Where You Once Belonged(47)



“What?”

“Yeah. That’s what I hear. I hear you been seeing my wife. I hear you been seeing Jessie.”

“She isn’t your wife. Not anymore.”

“Oh, yeah. Jessie and me—we’re still married.”

“You ruined all of that a long time ago. She doesn’t want to see you again.”

“Sure. We’re still married.”

“Listen, goddamn it. You leave her alone.”

“And I still got my kids here.”

“You haven’t got anything here. You don’t have a goddamn thing in Holt anymore.”

“Yes,” he said. “I still got my family here. I can count on that much. And this is still my hometown.”

“Listen. You must be crazy. You listen to me, goddamn you.”

But he didn’t listen; instead he began to laugh again. He lay back on the cot with his feet hanging over the end. He was pleased with himself. His heavy sick-looking face smiled out at me from behind the bars. “Anything else you want to know, Arbuckle? Did you get what you needed for your paper?”

“Go to hell,” I said.

And that amused him too. It was all amusing. It seemed pointless talking to him anymore. Finally I left.

Then on Tuesday, Arch Withers paid him a call. Over the years Arch Withers had become an embittered man.

After Burdette had disappeared at the end of December in 1976, Withers had gone on serving as president of the Farmer’s Co-op Elevator’s board of directors and he had finished his term of office, but when he had run for reelection two years later people who owned shares in the elevator had not reelected him. In fact he had been defeated by a large margin, and the loss had affected him deeply. He still farmed north of Holt, but now he didn’t come into town very often; instead he sent his wife when he needed something and he never sat drinking coffee at Bradbury’s Bakery. He was lonely and isolated, living in a place where he had always felt accepted and admired.

That afternoon when he arrived at the courthouse some of the old men who had been there the day before were there again, standing in the shade, looking out at Burdette’s red Cadillac, still talking and gesturing. They watched Withers park his black pickup in the parking lot, then he approached and passed without saying anything to any one of them. When he entered the sheriff’s office he demanded that he be allowed to see Jack Burdette. “Let me talk to him,” he said.

“Now, Arch,” Sealy said. “He don’t have any of it left. You know that. Hell, would he of come back if he did?”

“Just let me see him.”

“But I can’t let you into his cell.”

“I don’t plan on going into his cell.”

“Sure, but if I let you see him, you better not try anything. You hear me? I’ll be watching.”

“All right. Now where is he?”

So Sealy agreed to let Withers see Jack Burdette. He led Withers back into the jail and then stood guard in the doorway while he began to talk. And it was merely quiet and semirational talk at first, a kind of review of things. But Burdette must have seemed even less interested in what Withers had to say than he had the day before when I had talked to him, and evidently he was considerably less amused. Again he lay stretched out on the sunken too-small cot, lying there heavy and dull, yellow-faced, smoking cigarettes, barely listening while Withers talked on and on. By this time he must have been tired of it all. It was as if he were merely waiting for something. Withers’ talk must have seemed to him to involve only some minor misunderstanding between them, an old dispute of no particular significance. Except that it was more than that to Withers, of course. He kept talking, trying to push Burdette into some kind of response. There wasn’t any response, though. Burdette simply lay waiting for Withers to cease talking.

So in time Withers grew hot. He began to shout, to curse: “Goddamn you, Burdette. Goddamn you.”

And Jack Burdette still seemed utterly uninterested, as if he couldn’t be bothered by any of this. Finally he did manage to rouse himself a little, however. He raised his head. “Withers,” he said. “I wish you’d shut your goddamn mouth.”

“By god—” Withers said.

“I never came back here to hear about your goddamn elevator. Leave me alone. You’re starting to get on my nerves.”

Arch Withers went a little crazy then. He began to shake the bars, shouting for Sealy to come forward and unlock the cell so he could go inside. “I’ll kill the son of a bitch,” he shouted. “I’ll kill him.”

“Sealy,” Burdette called. “Get him out of here. I heard enough of this.”

“I’ll kill him.”

“I don’t have to listen to this, Sealy.”

“Unlock this thing.”

“Sealy, you hear me?”

It went on in that way, a violent refrain, until at last Bud Sealy moved down the alleyway toward Withers and tried to lead him away. “Come on, Arch,” he said. “Let’s go.”

“I’ll kill him.”

“No. You had your say.”

“By god—”

“Let’s go. Come on now.”

Suddenly Withers began to struggle. He fought Bud Sealy in the alleyway of the jail, shouting still, swinging his arms. Sealy shoved him against the bars of the cell, pinning him there, his heavy forearm under Withers’ chin, and then he pushed him out of the jail back into the office. Withers stood before him, panting.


[What the exercise asks]: Your answer must be a word-for-word copy of the listing below, minus its pictures.

[Task material]:
<<<<
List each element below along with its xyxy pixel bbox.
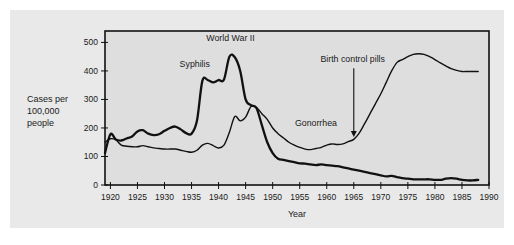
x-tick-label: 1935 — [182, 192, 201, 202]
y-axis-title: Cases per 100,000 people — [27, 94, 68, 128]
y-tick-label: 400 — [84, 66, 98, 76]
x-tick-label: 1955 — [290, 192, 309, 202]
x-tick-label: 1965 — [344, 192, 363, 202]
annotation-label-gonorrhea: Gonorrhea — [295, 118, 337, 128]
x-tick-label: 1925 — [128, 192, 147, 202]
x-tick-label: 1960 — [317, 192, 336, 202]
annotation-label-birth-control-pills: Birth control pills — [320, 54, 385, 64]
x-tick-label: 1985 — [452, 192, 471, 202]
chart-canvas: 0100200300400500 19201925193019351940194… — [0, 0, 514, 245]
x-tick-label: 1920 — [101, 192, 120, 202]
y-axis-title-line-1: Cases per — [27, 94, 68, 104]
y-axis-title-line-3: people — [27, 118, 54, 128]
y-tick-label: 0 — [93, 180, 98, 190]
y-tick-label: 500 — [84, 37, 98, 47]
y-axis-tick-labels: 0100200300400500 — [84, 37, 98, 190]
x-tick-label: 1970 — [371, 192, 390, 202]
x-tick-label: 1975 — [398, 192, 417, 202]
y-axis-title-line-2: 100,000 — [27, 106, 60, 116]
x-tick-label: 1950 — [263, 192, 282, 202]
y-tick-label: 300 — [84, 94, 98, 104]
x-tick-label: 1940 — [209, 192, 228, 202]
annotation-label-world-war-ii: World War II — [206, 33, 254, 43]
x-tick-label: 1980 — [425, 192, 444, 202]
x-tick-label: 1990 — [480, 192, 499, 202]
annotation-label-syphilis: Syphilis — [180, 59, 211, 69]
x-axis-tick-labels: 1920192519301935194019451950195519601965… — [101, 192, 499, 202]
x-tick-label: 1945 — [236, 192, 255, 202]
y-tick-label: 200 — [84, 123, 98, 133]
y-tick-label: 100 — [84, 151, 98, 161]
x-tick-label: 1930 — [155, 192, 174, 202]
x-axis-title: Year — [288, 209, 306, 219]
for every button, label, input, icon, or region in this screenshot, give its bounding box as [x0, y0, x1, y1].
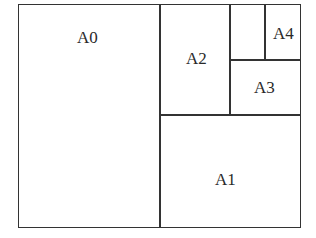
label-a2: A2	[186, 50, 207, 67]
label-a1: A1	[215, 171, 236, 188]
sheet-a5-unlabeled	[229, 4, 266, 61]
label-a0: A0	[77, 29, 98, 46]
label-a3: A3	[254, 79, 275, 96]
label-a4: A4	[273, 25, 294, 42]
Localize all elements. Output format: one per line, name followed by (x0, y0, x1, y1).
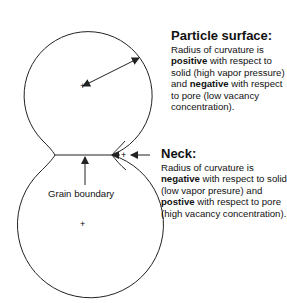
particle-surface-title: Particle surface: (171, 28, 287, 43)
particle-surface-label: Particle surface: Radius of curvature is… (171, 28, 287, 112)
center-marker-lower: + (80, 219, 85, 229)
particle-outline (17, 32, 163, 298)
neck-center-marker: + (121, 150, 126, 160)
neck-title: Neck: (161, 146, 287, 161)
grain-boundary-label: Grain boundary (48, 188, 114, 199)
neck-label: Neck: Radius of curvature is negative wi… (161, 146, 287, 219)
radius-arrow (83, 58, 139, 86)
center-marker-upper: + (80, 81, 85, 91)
>>>>
[The answer]:
List each element below along with its xyxy pixel bbox.
x-tick-label: 1935 — [182, 192, 201, 202]
y-axis-title: Cases per 100,000 people — [27, 94, 68, 128]
y-tick-label: 400 — [84, 66, 98, 76]
x-tick-label: 1955 — [290, 192, 309, 202]
x-tick-label: 1965 — [344, 192, 363, 202]
annotation-label-gonorrhea: Gonorrhea — [295, 118, 337, 128]
x-tick-label: 1925 — [128, 192, 147, 202]
x-tick-label: 1960 — [317, 192, 336, 202]
annotation-label-birth-control-pills: Birth control pills — [320, 54, 385, 64]
x-tick-label: 1985 — [452, 192, 471, 202]
chart-canvas: 0100200300400500 19201925193019351940194… — [0, 0, 514, 245]
x-tick-label: 1920 — [101, 192, 120, 202]
y-axis-title-line-1: Cases per — [27, 94, 68, 104]
y-axis-title-line-3: people — [27, 118, 54, 128]
y-tick-label: 0 — [93, 180, 98, 190]
y-tick-label: 500 — [84, 37, 98, 47]
y-axis-tick-labels: 0100200300400500 — [84, 37, 98, 190]
x-tick-label: 1970 — [371, 192, 390, 202]
x-tick-label: 1975 — [398, 192, 417, 202]
y-axis-title-line-2: 100,000 — [27, 106, 60, 116]
x-tick-label: 1950 — [263, 192, 282, 202]
y-tick-label: 300 — [84, 94, 98, 104]
x-tick-label: 1940 — [209, 192, 228, 202]
annotation-label-world-war-ii: World War II — [206, 33, 254, 43]
x-tick-label: 1980 — [425, 192, 444, 202]
x-tick-label: 1990 — [480, 192, 499, 202]
annotation-label-syphilis: Syphilis — [180, 59, 211, 69]
x-axis-tick-labels: 1920192519301935194019451950195519601965… — [101, 192, 499, 202]
x-tick-label: 1945 — [236, 192, 255, 202]
y-tick-label: 200 — [84, 123, 98, 133]
y-tick-label: 100 — [84, 151, 98, 161]
x-tick-label: 1930 — [155, 192, 174, 202]
x-axis-title: Year — [288, 209, 306, 219]
for every button, label, input, icon, or region in this screenshot, give its bounding box as [x0, y0, x1, y1].
label-a2: A2	[186, 50, 207, 67]
label-a1: A1	[215, 171, 236, 188]
sheet-a5-unlabeled	[229, 4, 266, 61]
label-a0: A0	[77, 29, 98, 46]
label-a3: A3	[254, 79, 275, 96]
label-a4: A4	[273, 25, 294, 42]
Localize all elements. Output format: one per line, name followed by (x0, y0, x1, y1).
particle-surface-title: Particle surface: (171, 28, 287, 43)
particle-surface-label: Particle surface: Radius of curvature is… (171, 28, 287, 112)
center-marker-lower: + (80, 219, 85, 229)
particle-outline (17, 32, 163, 298)
neck-center-marker: + (121, 150, 126, 160)
neck-title: Neck: (161, 146, 287, 161)
grain-boundary-label: Grain boundary (48, 188, 114, 199)
neck-label: Neck: Radius of curvature is negative wi… (161, 146, 287, 219)
radius-arrow (83, 58, 139, 86)
center-marker-upper: + (80, 81, 85, 91)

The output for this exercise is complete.